The Origins of Dry January: Older Than You Think

Dry January began in 2013 as a public health campaign in the United Kingdom, organized by the charity now known as Alcohol Change UK. It started with just 4,000 participants that first year. By 2024, roughly 215,000 people were taking part globally through the organization’s official tools, and the concept had spread well beyond the UK into the US, Ireland, France, and other countries.

The 2013 Campaign and Why January

Alcohol Change UK (which operated under the name Alcohol Concern at the time) chose January deliberately. Christmas and New Year’s are traditionally the heaviest drinking period in Britain, and the charity saw an opening: people were already primed to reset their habits after weeks of holiday excess. A full month of abstinence felt ambitious enough to be meaningful but short enough to be achievable.

The idea caught on faster than anyone expected. From 4,000 sign-ups in 2013, the campaign grew steadily each year. Alcohol Change UK eventually trademarked the name “Dry January” and built out a support ecosystem that includes an app called Try Dry, daily motivational emails, and online communities. By 2025, about 200,000 people were using those official tools, though the total number of people who skip alcohol in January without formally registering is almost certainly much larger.

The Idea Is Older Than You Think

While the branded campaign dates to 2013, the concept of a sober January goes back decades. Finland launched “Sober January” (Raitis tammikuu) in 1942 as part of the national war effort against the Soviet Union. The logic was practical: the country needed its citizens sharp and its resources directed toward defense, not alcohol production. That Finnish campaign didn’t spark a continuous tradition, but it shows that the instinct to use January as a collective reset has deep roots.

Organized alcohol-free month campaigns are now common across Europe and the United States, with Dry January being the most recognized. France has its own version called “Défi de Janvier,” and similar movements have popped up in Ireland and Australia.

How It Spread to the US

Dry January crossed the Atlantic informally before any official expansion. By 2019, American breweries like Athletic Brewing were already marketing non-alcoholic options around the January trend. The movement grew largely through social media and word of mouth rather than a top-down launch. US craft breweries, bars, and retailers began building their January marketing around it, recognizing the commercial opportunity in the growing “sober curious” movement.

The economic ripple is real. One US distributor that entered a recent January without any non-alcoholic options saw sales drop by 50%. Meanwhile, sales of mocktails and non-alcoholic beer now spike noticeably every January, a pattern that has become more pronounced over the past few years.

What Happens After January Ends

The most common criticism of Dry January is that people just go back to drinking on February 1. The research tells a more nuanced story. Studies tracking participants six months after the challenge found that people who formally registered for Dry January reported drinking less frequently, getting drunk less often, and consuming less alcohol overall compared to where they started. Those benefits held up even when compared to people who wanted to cut back on drinking but hadn’t joined the official campaign.

The mechanism seems to be confidence. Completing the month gives people a stronger sense that they can refuse a drink in social situations, during emotional stress, or when the opportunity simply presents itself. Researchers call this “drink refusal self-efficacy,” but in plain terms, it means that proving to yourself you can go 31 days without alcohol makes it easier to say no on day 45 or day 120. The challenge works partly as a behavioral experiment: you learn what your evenings, weekends, and social life look like without alcohol, and that information sticks.

Dry January vs. Damp January

In recent years, a softer alternative called “Damp January” has gained traction. Instead of cutting alcohol completely, participants simply aim to drink less. It appeals to people who find total abstinence too daunting or socially difficult. The research so far, though, suggests that the full commitment matters. People who formally registered for Dry January showed better outcomes at six months than those who merely intended to cut back without the structure of the official program. The accountability of a clear, binary goal (no alcohol at all) appears to be part of what makes the challenge effective.

That said, any reduction in drinking during a traditionally heavy month carries some benefit. Damp January is better understood as a lower barrier to entry rather than a replacement for the original challenge.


● **Task statement**:
Please output the lines from the one with "Locate an element on the screen. This" through the end of the data exactly as written, omitting all pictures.
+++++
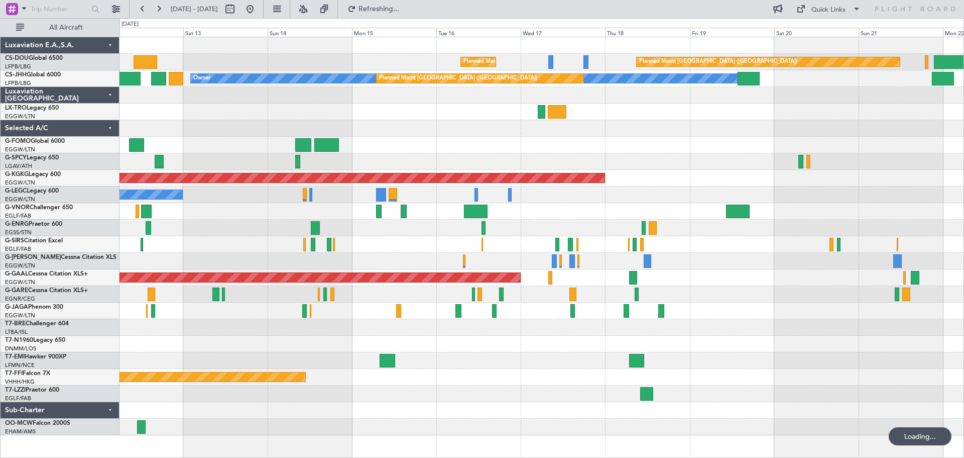 The height and width of the screenshot is (458, 964). What do you see at coordinates (829, 9) in the screenshot?
I see `button: Quick Links` at bounding box center [829, 9].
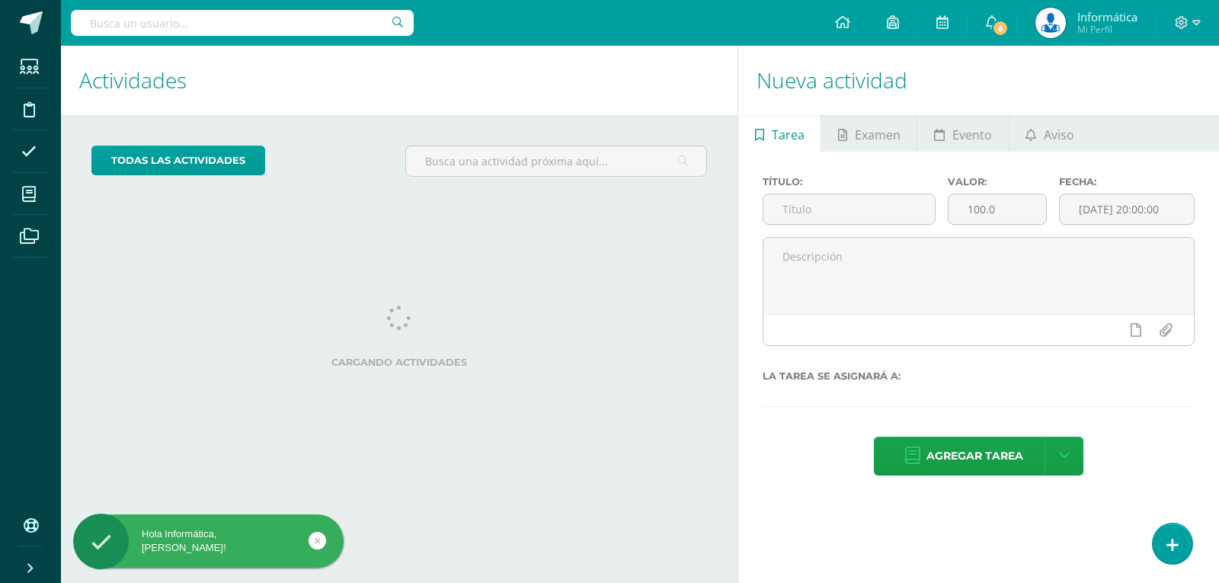 The image size is (1219, 583). Describe the element at coordinates (978, 80) in the screenshot. I see `h1: Nueva actividad` at that location.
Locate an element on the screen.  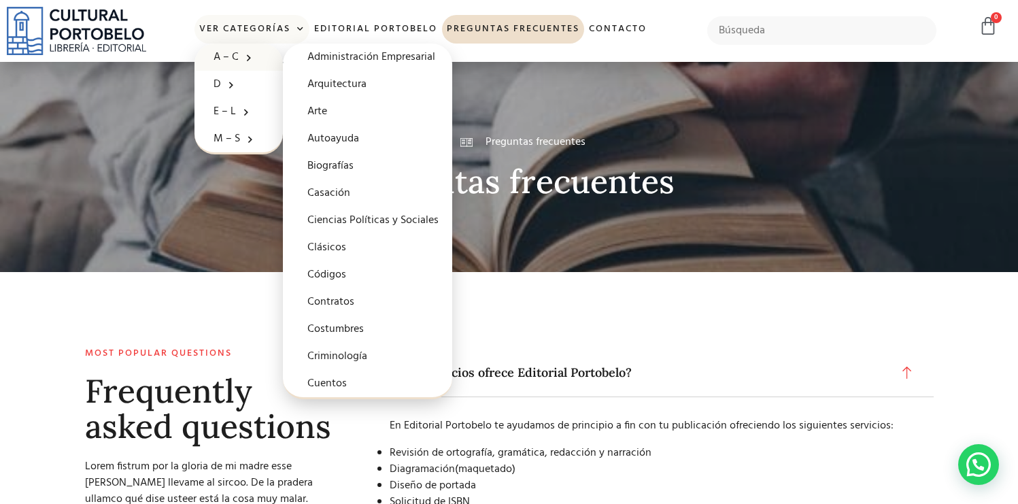
a: Editorial Portobelo is located at coordinates (375, 29).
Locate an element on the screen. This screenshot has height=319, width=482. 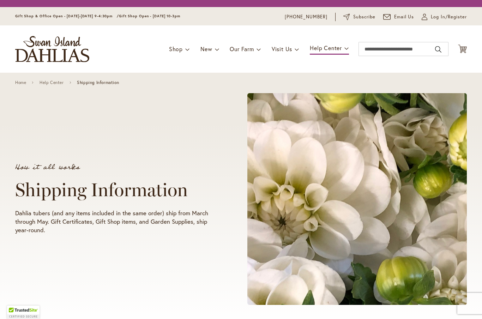
button: Search is located at coordinates (438, 49).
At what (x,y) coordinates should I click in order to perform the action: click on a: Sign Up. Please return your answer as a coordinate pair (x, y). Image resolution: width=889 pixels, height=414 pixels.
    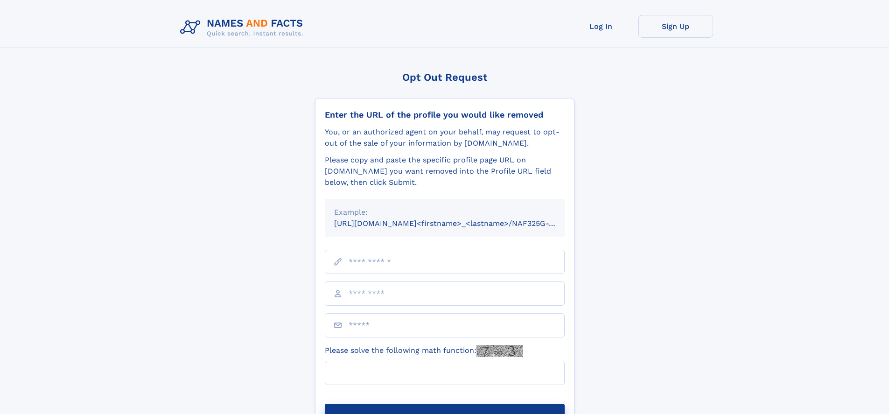
    Looking at the image, I should click on (676, 26).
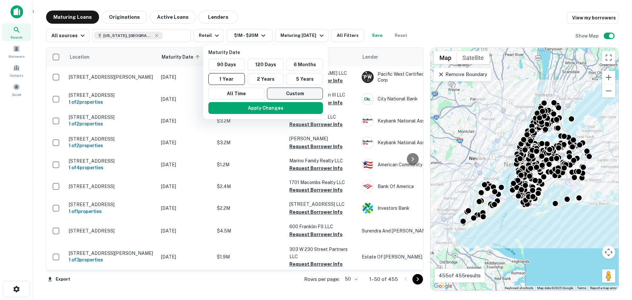 The height and width of the screenshot is (300, 632). What do you see at coordinates (236, 93) in the screenshot?
I see `button: All Time` at bounding box center [236, 93].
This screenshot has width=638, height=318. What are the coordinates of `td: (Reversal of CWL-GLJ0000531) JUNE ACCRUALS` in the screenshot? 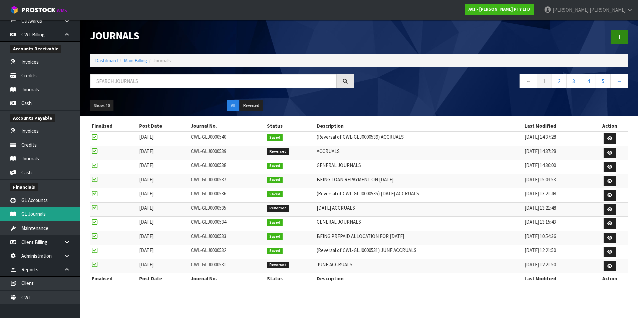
+++++
● **Written answer**:
Locate an element on the screen. This screenshot has height=319, width=482. 
button: Search is located at coordinates (438, 49).
At what (x,y) coordinates should I click in order to perform the action: click on a: Sign Up. Please return your answer as a coordinate pair (x, y). Image resolution: width=889 pixels, height=414 pixels.
    Looking at the image, I should click on (676, 26).
 The height and width of the screenshot is (300, 632). What do you see at coordinates (236, 93) in the screenshot?
I see `button: All Time` at bounding box center [236, 93].
This screenshot has width=638, height=318. What are the coordinates of `td: (Reversal of CWL-GLJ0000531) JUNE ACCRUALS` in the screenshot? 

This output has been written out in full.